-
I don't know rust. I had assumed that all that was needed was to feed bootc-image-builder an image with files in the right places and it should work; if it needs to actually run native code (not just call a shell script or something) to integrate with the package manager, then it's over my head. And... also that seems like an overly-tightly-coupled design, IMHO. Hopefully https://github.com/coreos/bootupd/issues/468#issuecomment-15... (and similar) is the path forward.
I guess I will see if I can get my head around https://github.com/frap129/arch-bootc and see if that works without any terrible hacks (like https://github.com/bootc-dev/bootc/issues/865#issuecomment-2... talking about hacking the code to replace rpm with pacman), and then assuming I don't loose steam I can write something on the relevant issue(s) outlining exactly what does work and doesn't work how to reproduce it (because currently someone even trying to see what the current state of things looks like has to navigate through several layers of pages and can still walk away uncertain). My vague plan is
[x] try building a qcow2 image from quay.io/centos-bootc/centos-bootc:stream9
-
InfluxDB
InfluxDB high-performance time series database. Collect, organize, and act on massive volumes of high-resolution data to power real-time intelligent systems.
-
I don't know rust. I had assumed that all that was needed was to feed bootc-image-builder an image with files in the right places and it should work; if it needs to actually run native code (not just call a shell script or something) to integrate with the package manager, then it's over my head. And... also that seems like an overly-tightly-coupled design, IMHO. Hopefully https://github.com/coreos/bootupd/issues/468#issuecomment-15... (and similar) is the path forward.
I guess I will see if I can get my head around https://github.com/frap129/arch-bootc and see if that works without any terrible hacks (like https://github.com/bootc-dev/bootc/issues/865#issuecomment-2... talking about hacking the code to replace rpm with pacman), and then assuming I don't loose steam I can write something on the relevant issue(s) outlining exactly what does work and doesn't work how to reproduce it (because currently someone even trying to see what the current state of things looks like has to navigate through several layers of pages and can still walk away uncertain). My vague plan is
[x] try building a qcow2 image from quay.io/centos-bootc/centos-bootc:stream9
-
I don't know rust. I had assumed that all that was needed was to feed bootc-image-builder an image with files in the right places and it should work; if it needs to actually run native code (not just call a shell script or something) to integrate with the package manager, then it's over my head. And... also that seems like an overly-tightly-coupled design, IMHO. Hopefully https://github.com/coreos/bootupd/issues/468#issuecomment-15... (and similar) is the path forward.
I guess I will see if I can get my head around https://github.com/frap129/arch-bootc and see if that works without any terrible hacks (like https://github.com/bootc-dev/bootc/issues/865#issuecomment-2... talking about hacking the code to replace rpm with pacman), and then assuming I don't loose steam I can write something on the relevant issue(s) outlining exactly what does work and doesn't work how to reproduce it (because currently someone even trying to see what the current state of things looks like has to navigate through several layers of pages and can still walk away uncertain). My vague plan is
[x] try building a qcow2 image from quay.io/centos-bootc/centos-bootc:stream9
-
I think bootc is exactly what you're looking for. I use it[1] for configuration like you mentioned but also for:
- Installing codecs from third-party repositories. This is especially nice to do in CI because you get a build failure if packaging drift happens.
- Installing out-of-tree drivers. Again, you get a build failure in CI if an out-of-tree kernel module won't build. In addition, you can use multi-stage builds (see the Dockerfile in my repo for an example) to avoid pulling dependencies into your final system image. This saves me from having the 70 or so RPM packages that are required for building NVIDIA's drivers installed on my PC.
It's not quite as ambitious as NixOS but I think it gives a lot of the same benefits with far less effort.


What the task requires >> The lines to be extracted begin at the line containing "Identify the location" and end at the last line of the data below; copy them exactly and leave out the pictures.

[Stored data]
########

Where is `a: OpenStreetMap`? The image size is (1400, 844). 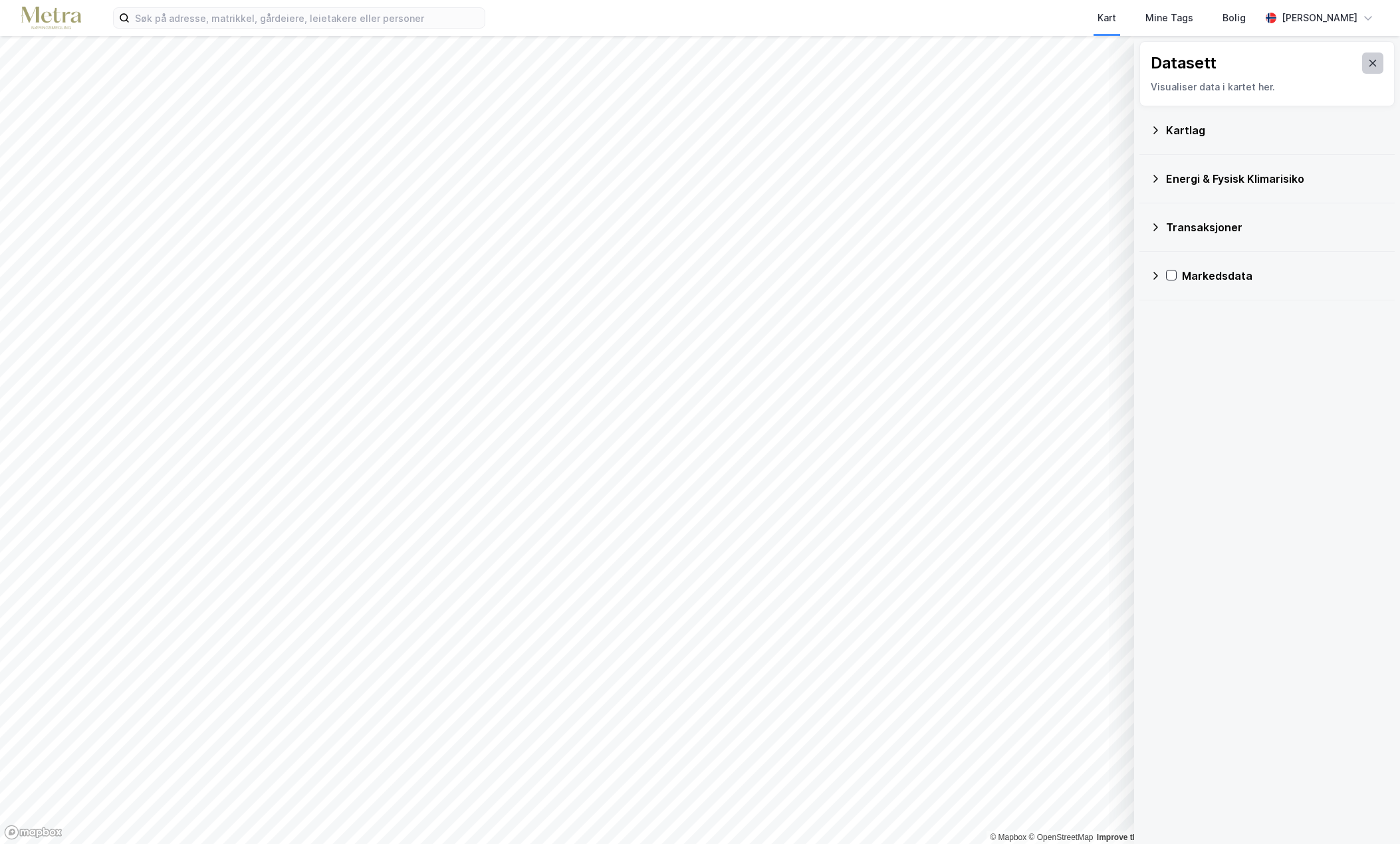
a: OpenStreetMap is located at coordinates (1061, 837).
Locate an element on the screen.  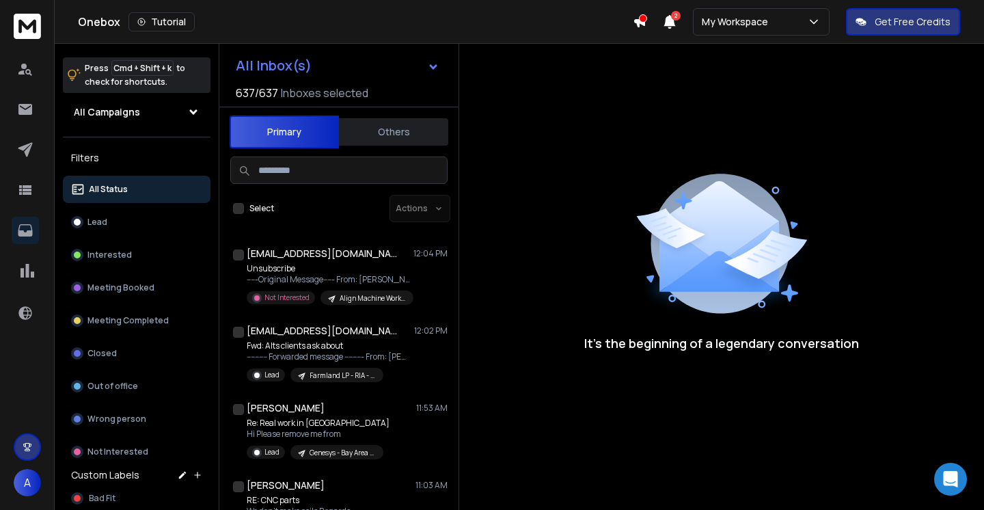
p: 12:02 PM is located at coordinates (430, 331).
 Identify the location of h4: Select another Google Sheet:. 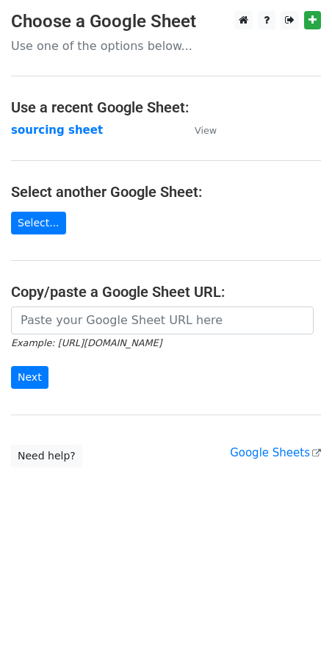
(166, 192).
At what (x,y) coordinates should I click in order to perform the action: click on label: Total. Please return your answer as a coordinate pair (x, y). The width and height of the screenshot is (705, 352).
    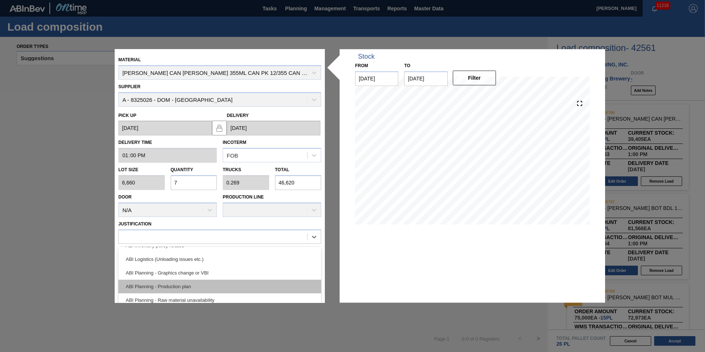
    Looking at the image, I should click on (282, 170).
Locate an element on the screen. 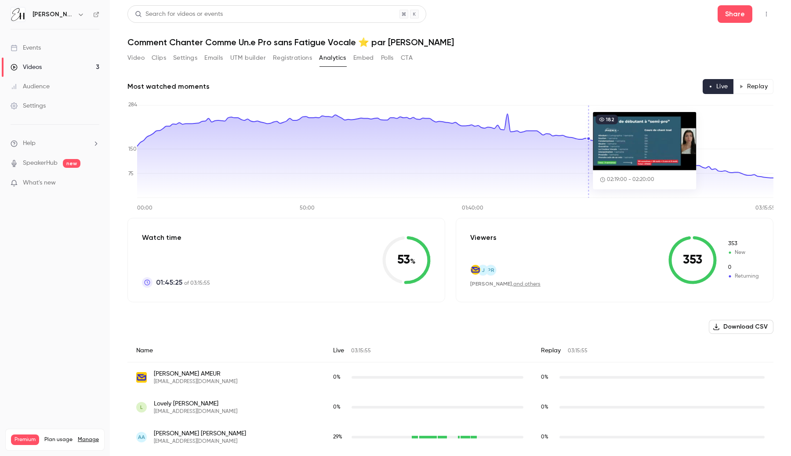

########

Final answer >>
 Identify the location of h4: Select another Google Sheet:. 
(166, 192).
At what (x,y) coordinates should I click in order to perform the action: click on label: Total. Please return your answer as a coordinate pair (x, y). The width and height of the screenshot is (705, 352).
    Looking at the image, I should click on (282, 170).
Locate an element on the screen. 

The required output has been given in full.